Agate

Simple Gemini server for static files

Agate is a server for the Gemini network protocol, built with the Rust programming language. Agate has very few features, and can only serve static files. It uses async I/O, and should be quite efficient even when running on low-end hardware and serving many concurrent requests.

Learn more

Gemini project

Agate on GitHub

Agate on crates.io

Change log

1.2.1

1.2.0

1.1.0

1.0.1

Installation and setup

1. Download and unpack the pre-compiled binary:

https://github.com/mbrubeck/agate/releases

Or run `cargo install agate` to install agate from crates.io.

Or download the source code and run `cargo build --release` inside the source repository, then find the binary at `target/release/agate`.

2. Generate a self-signed TLS certificate and private key. For example, if you have OpenSSL 1.1 installed, you can use a command like the following. (Replace the hostname with the address of your Gemini server.)

openssl req -x509 -newkey rsa:4096 -keyout key.rsa -out cert.pem \
    -days 3650 -nodes -subj "/CN=example.com"

3. Run the server. The command line arguments are `agate <address:port> <content_dir> <cert_file> <key_file>`. For example, to listen on the standard Gemini port (1965) on all network interfaces:

agate 0.0.0.0:1965 path/to/content/ cert.pem key.rsa

When a client requests the URL `gemini://example.com/foo/bar`, Agate will respond with the file at `path/to/content/foo/bar`. If there is a directory at that path, Agate will look for a file named `index.gmi` inside that directory.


Work item: Pictures excluded, return every entry exactly, please.

+++ Supplied information +++

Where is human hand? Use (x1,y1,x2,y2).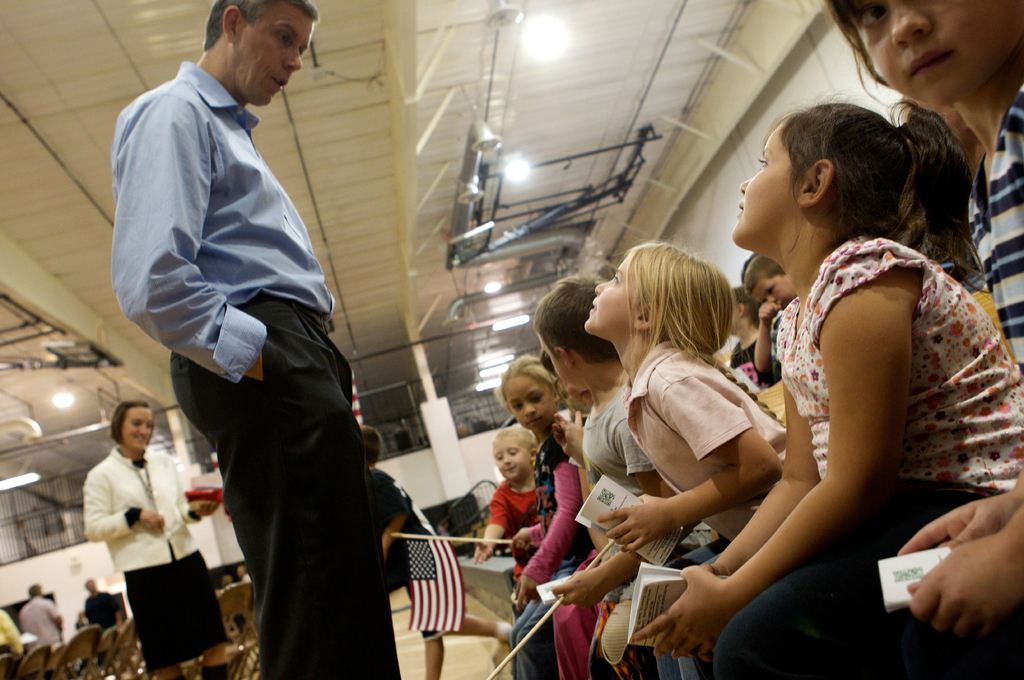
(140,510,168,537).
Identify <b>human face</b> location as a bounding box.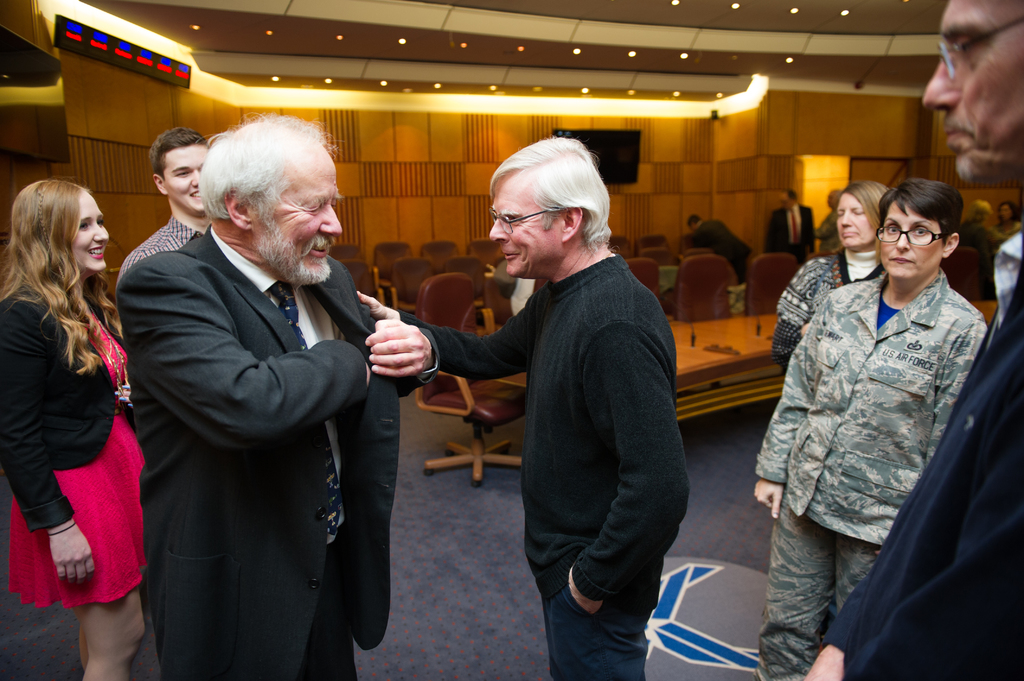
locate(875, 204, 945, 273).
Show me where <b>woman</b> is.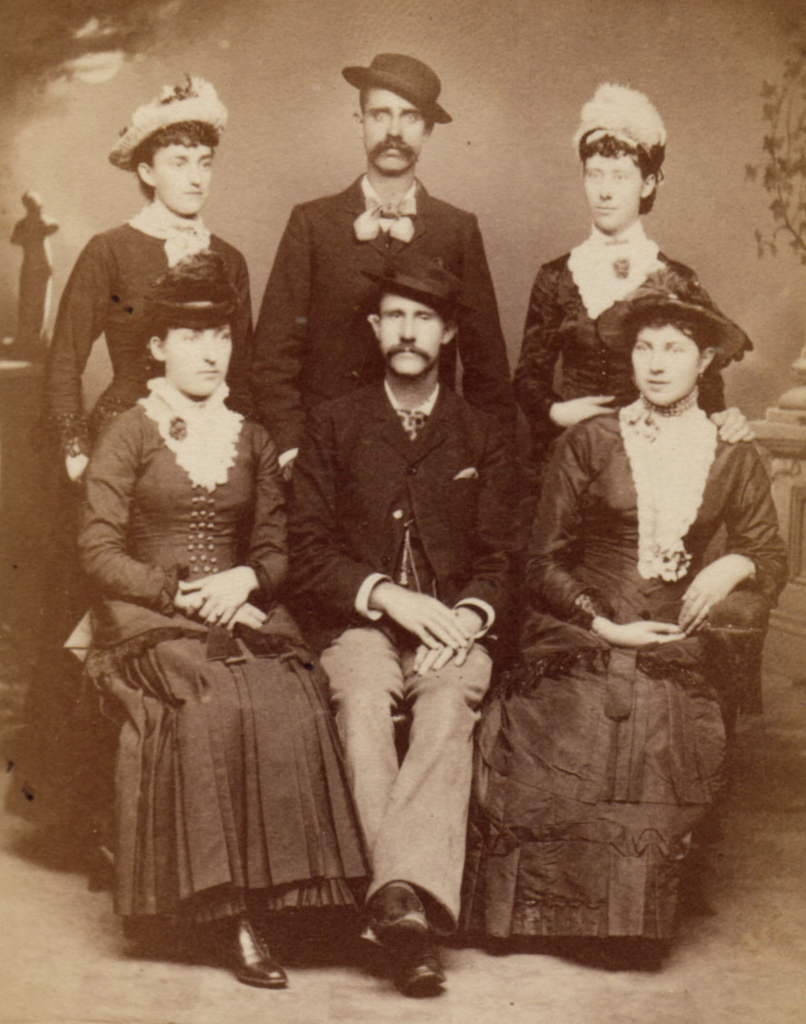
<b>woman</b> is at [x1=76, y1=250, x2=369, y2=988].
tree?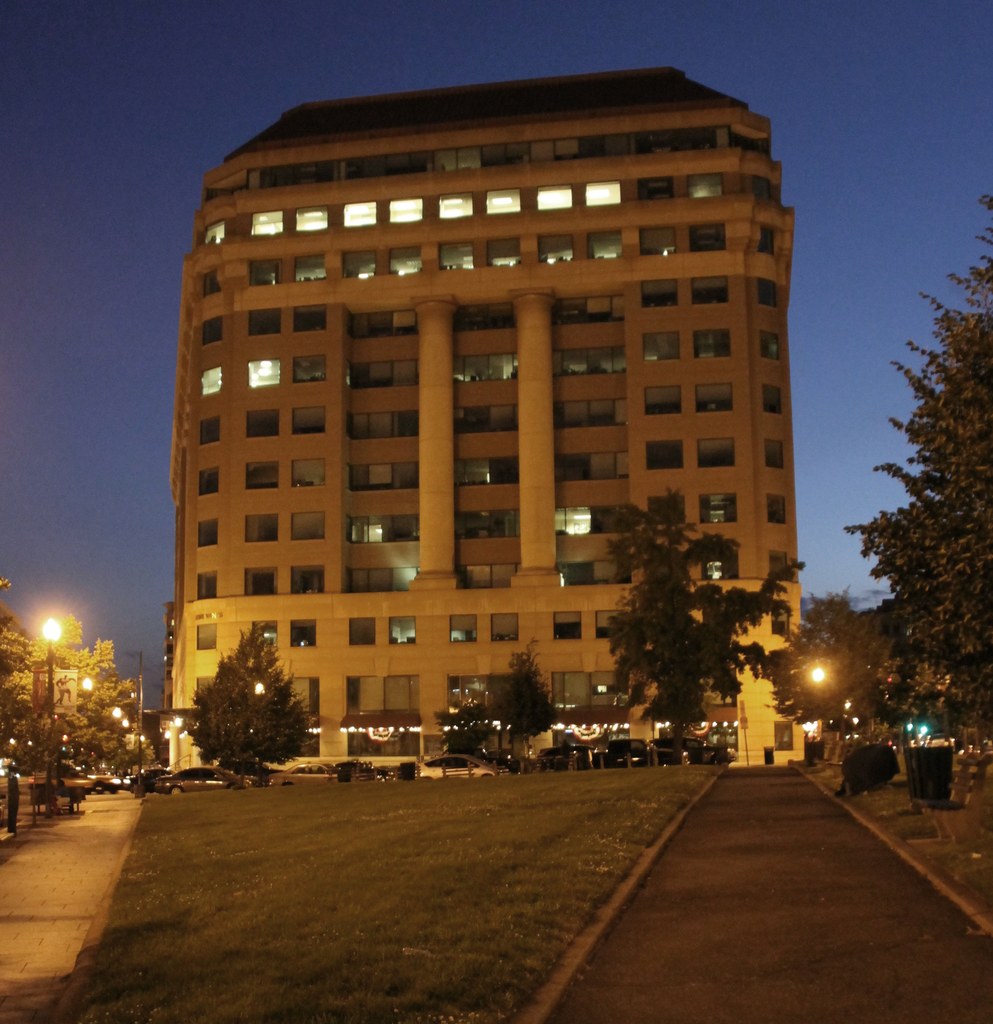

+++

Answer box:
Where is human hand? Use (x1,y1,x2,y2).
(140,510,168,537).
Identify <b>human face</b> location as a bounding box.
locate(875, 204, 945, 273).
Show me where <b>woman</b> is.
<b>woman</b> is at [x1=76, y1=250, x2=369, y2=988].
tree?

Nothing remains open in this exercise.